Investigations against Sudan journalists who met with EU, US diplomats ‘preliminary’
Yesterday, the State Security Prosecution conducted investigations with three journalists and correspondents of news agencies because of their meeting, among other journalists, with Western ambassadors in October.
Yesterday, the State Security Prosecution conducted investigations with three journalists and correspondents of news agencies because of their meeting, among other journalists, with Western ambassadors in October.
Bahram Abdelmonim, a journalist of El Yowm El Tali newspaper told Radio Dabanga that the prosecutor’s inquiries included his person, Anatolia correspondent Khalid Abdelaziz, Reuters reporter and Sudan Satellite journalist Shawgi Abdelazim.
The investigation, according to Abdelmonim, included questions related to the nature of the meeting, which included 10 journalists with the ambassadors of the European Union and the US Charge d’Affaires.
Abdelmonim said that the State Security Prosecutor informed him that the investigations are preliminary with the aim to decide whether or not to file charges against the journalists.
He said that he answered the prosecutor’s questions that the meeting with Western ambassadors discussed ordinary issues such as the National Press Act, the confiscation of newspapers and the suppression of journalists and that the link that brings together the journalists invited to meet the ambassadors is professional.
Print-run confiscated
Yesterday morning, the security apparatus confiscated all printed copies of El Watan newspaper and summoned its chairman of the management council, because of an article about Qatar and Al Jazeera channel.
Yousef Sid Ahmed, the chairman of El Watan newspaper council, told Radio Dabanga that the security representative told him during the summons that the reason for the confiscation was a column criticising Qatar and Al Jazeera.
The newspaper has been subjected to repeated confiscations and blocking of advertisements, which has exposed it to material and moral losses.
Ongoing media curbs
The Media in Sudan are continuously subjected to confiscations of newspapers, and summons and detentions of journalists.
In the end of June, the cabinet extended the power of the government-controlled Press and Publications Council as well as restrictions on the media to online news outlets, when it passed amendments of the Media and Publication Act. A month later, the NISS restored prior-censorship of newspapers.
In early August, editors-in-chief and the head of the NISS in Khartoum agreed in a meeting to form a committee to deliberate on the so-called red lines set by the security apparatus for Sudanese media. New confiscations of newspapers were therefore briefly suspended.
However, the NISS began gagging the press again on August 27, when the print-runs of El Jareeda and El Tayyar were confiscated. No explanations were given. Four days later, NISS officers stopped the distribution of El Jareeda and El Tayyar again, together with the print-run of El Rai El Aam, without stating a reason.
Abdelaziz told Radio Dabanga at the time that “in the past there used to be ‘red lines’ not to criticise the president or vice-presidents of Sudan, members of the security apparatus, and the police. However, these lines have become very unclear and unpredictable now”.
In early September, three young journalists were summoned by security agents in Khartoum and El Gedaref. A Sudanese reporter was banned from writing. The print-run of El Saiha daily, the newspaper he was writing for, was confiscated on September 8.
Sudan is ranked at the bottom of the World Press Freedom Index by Reporters Without Borders.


**Try it:** Where an entry contains an image, leave the image out; restate everything else exactly.

*** Working data Section Begins ***

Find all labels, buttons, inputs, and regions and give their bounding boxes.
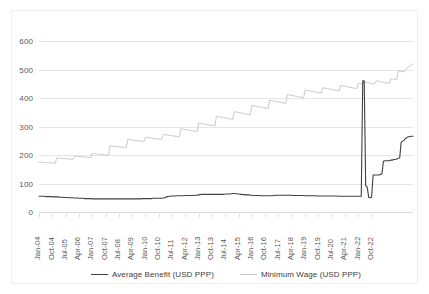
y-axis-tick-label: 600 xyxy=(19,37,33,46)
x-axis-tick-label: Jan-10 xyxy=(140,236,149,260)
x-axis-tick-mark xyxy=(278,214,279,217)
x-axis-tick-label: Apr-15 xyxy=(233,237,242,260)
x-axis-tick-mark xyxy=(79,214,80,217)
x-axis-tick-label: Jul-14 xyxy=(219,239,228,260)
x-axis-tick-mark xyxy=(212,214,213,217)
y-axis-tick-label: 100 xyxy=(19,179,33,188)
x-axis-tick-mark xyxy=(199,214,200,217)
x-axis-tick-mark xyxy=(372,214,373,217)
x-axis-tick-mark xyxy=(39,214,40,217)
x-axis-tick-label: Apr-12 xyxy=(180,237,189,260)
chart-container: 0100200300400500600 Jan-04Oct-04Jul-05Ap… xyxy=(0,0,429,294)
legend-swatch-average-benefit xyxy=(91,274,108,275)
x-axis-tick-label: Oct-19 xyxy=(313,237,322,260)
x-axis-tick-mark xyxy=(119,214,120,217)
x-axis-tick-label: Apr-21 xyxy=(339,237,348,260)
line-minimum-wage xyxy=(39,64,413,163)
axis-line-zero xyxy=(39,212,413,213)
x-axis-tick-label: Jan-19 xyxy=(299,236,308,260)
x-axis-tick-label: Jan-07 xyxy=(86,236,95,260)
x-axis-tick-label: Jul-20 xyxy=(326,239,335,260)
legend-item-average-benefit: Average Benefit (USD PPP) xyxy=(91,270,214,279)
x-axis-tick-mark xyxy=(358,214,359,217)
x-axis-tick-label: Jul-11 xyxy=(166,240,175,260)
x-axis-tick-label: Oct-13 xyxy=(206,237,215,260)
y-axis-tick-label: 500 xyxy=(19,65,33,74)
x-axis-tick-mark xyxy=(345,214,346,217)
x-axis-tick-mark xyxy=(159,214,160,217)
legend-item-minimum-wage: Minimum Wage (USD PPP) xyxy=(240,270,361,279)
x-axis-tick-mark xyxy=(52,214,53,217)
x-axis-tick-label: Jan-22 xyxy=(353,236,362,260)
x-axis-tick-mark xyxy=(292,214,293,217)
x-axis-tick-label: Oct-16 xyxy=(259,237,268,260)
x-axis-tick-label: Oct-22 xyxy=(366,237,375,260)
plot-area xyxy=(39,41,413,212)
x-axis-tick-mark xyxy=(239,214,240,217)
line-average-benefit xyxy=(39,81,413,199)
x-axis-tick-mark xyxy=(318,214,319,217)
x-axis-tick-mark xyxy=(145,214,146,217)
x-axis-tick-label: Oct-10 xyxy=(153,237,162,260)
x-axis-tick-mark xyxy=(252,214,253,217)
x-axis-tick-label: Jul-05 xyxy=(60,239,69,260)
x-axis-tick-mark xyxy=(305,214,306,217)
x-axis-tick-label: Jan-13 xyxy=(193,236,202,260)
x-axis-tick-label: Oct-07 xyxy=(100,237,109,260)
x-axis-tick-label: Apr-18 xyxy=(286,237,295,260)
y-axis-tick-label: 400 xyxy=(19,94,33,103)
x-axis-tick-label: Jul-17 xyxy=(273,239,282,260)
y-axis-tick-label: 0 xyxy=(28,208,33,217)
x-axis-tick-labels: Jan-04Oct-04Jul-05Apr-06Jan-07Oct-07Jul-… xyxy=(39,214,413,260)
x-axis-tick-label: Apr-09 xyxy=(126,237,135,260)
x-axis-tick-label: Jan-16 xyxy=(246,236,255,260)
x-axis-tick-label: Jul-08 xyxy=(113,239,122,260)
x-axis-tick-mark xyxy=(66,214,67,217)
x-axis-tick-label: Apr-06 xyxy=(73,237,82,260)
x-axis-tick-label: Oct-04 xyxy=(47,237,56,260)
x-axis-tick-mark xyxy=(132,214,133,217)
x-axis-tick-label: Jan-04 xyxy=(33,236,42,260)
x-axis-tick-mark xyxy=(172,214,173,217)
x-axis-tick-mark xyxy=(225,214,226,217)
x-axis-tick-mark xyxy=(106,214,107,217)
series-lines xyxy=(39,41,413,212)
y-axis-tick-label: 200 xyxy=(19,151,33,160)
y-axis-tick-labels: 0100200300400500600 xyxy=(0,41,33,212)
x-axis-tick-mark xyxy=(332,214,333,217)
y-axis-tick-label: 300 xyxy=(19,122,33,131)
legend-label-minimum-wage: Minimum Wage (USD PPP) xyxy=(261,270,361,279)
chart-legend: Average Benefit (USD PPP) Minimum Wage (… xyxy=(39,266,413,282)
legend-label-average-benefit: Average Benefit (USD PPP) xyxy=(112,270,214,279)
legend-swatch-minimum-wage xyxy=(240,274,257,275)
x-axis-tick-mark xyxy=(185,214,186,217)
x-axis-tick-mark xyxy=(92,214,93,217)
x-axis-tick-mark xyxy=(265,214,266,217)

*** Working data Section Ends ***

**Written response:**
Find all labels, buttons, inputs, and regions and give their bounding boxes.
y-axis-tick-label: 600 xyxy=(19,37,33,46)
x-axis-tick-label: Jan-10 xyxy=(140,236,149,260)
x-axis-tick-mark xyxy=(278,214,279,217)
x-axis-tick-label: Apr-15 xyxy=(233,237,242,260)
x-axis-tick-mark xyxy=(79,214,80,217)
x-axis-tick-label: Jul-14 xyxy=(219,239,228,260)
x-axis-tick-mark xyxy=(212,214,213,217)
y-axis-tick-label: 100 xyxy=(19,179,33,188)
x-axis-tick-mark xyxy=(199,214,200,217)
x-axis-tick-mark xyxy=(372,214,373,217)
x-axis-tick-mark xyxy=(39,214,40,217)
x-axis-tick-label: Apr-12 xyxy=(180,237,189,260)
chart-container: 0100200300400500600 Jan-04Oct-04Jul-05Ap… xyxy=(0,0,429,294)
legend-swatch-average-benefit xyxy=(91,274,108,275)
x-axis-tick-label: Oct-19 xyxy=(313,237,322,260)
x-axis-tick-mark xyxy=(119,214,120,217)
x-axis-tick-label: Apr-21 xyxy=(339,237,348,260)
line-minimum-wage xyxy=(39,64,413,163)
axis-line-zero xyxy=(39,212,413,213)
x-axis-tick-label: Jan-19 xyxy=(299,236,308,260)
x-axis-tick-label: Jan-07 xyxy=(86,236,95,260)
x-axis-tick-label: Jul-20 xyxy=(326,239,335,260)
legend-item-average-benefit: Average Benefit (USD PPP) xyxy=(91,270,214,279)
x-axis-tick-mark xyxy=(358,214,359,217)
x-axis-tick-label: Jul-11 xyxy=(166,240,175,260)
x-axis-tick-label: Oct-13 xyxy=(206,237,215,260)
y-axis-tick-label: 500 xyxy=(19,65,33,74)
x-axis-tick-mark xyxy=(345,214,346,217)
x-axis-tick-mark xyxy=(159,214,160,217)
legend-item-minimum-wage: Minimum Wage (USD PPP) xyxy=(240,270,361,279)
x-axis-tick-mark xyxy=(52,214,53,217)
x-axis-tick-label: Jan-22 xyxy=(353,236,362,260)
x-axis-tick-mark xyxy=(292,214,293,217)
x-axis-tick-label: Oct-16 xyxy=(259,237,268,260)
x-axis-tick-label: Oct-22 xyxy=(366,237,375,260)
plot-area xyxy=(39,41,413,212)
x-axis-tick-mark xyxy=(239,214,240,217)
line-average-benefit xyxy=(39,81,413,199)
x-axis-tick-mark xyxy=(318,214,319,217)
x-axis-tick-mark xyxy=(145,214,146,217)
x-axis-tick-label: Oct-10 xyxy=(153,237,162,260)
x-axis-tick-mark xyxy=(252,214,253,217)
x-axis-tick-label: Jul-05 xyxy=(60,239,69,260)
x-axis-tick-mark xyxy=(305,214,306,217)
x-axis-tick-label: Jan-13 xyxy=(193,236,202,260)
x-axis-tick-label: Oct-07 xyxy=(100,237,109,260)
x-axis-tick-label: Apr-18 xyxy=(286,237,295,260)
y-axis-tick-label: 400 xyxy=(19,94,33,103)
x-axis-tick-label: Jul-17 xyxy=(273,239,282,260)
y-axis-tick-label: 0 xyxy=(28,208,33,217)
x-axis-tick-labels: Jan-04Oct-04Jul-05Apr-06Jan-07Oct-07Jul-… xyxy=(39,214,413,260)
x-axis-tick-label: Apr-09 xyxy=(126,237,135,260)
x-axis-tick-label: Jan-16 xyxy=(246,236,255,260)
x-axis-tick-label: Jul-08 xyxy=(113,239,122,260)
x-axis-tick-mark xyxy=(66,214,67,217)
x-axis-tick-label: Apr-06 xyxy=(73,237,82,260)
x-axis-tick-label: Oct-04 xyxy=(47,237,56,260)
x-axis-tick-mark xyxy=(132,214,133,217)
x-axis-tick-label: Jan-04 xyxy=(33,236,42,260)
x-axis-tick-mark xyxy=(172,214,173,217)
x-axis-tick-mark xyxy=(225,214,226,217)
x-axis-tick-mark xyxy=(106,214,107,217)
series-lines xyxy=(39,41,413,212)
y-axis-tick-label: 200 xyxy=(19,151,33,160)
y-axis-tick-labels: 0100200300400500600 xyxy=(0,41,33,212)
x-axis-tick-mark xyxy=(332,214,333,217)
y-axis-tick-label: 300 xyxy=(19,122,33,131)
legend-label-minimum-wage: Minimum Wage (USD PPP) xyxy=(261,270,361,279)
chart-legend: Average Benefit (USD PPP) Minimum Wage (… xyxy=(39,266,413,282)
legend-label-average-benefit: Average Benefit (USD PPP) xyxy=(112,270,214,279)
legend-swatch-minimum-wage xyxy=(240,274,257,275)
x-axis-tick-mark xyxy=(185,214,186,217)
x-axis-tick-mark xyxy=(92,214,93,217)
x-axis-tick-mark xyxy=(265,214,266,217)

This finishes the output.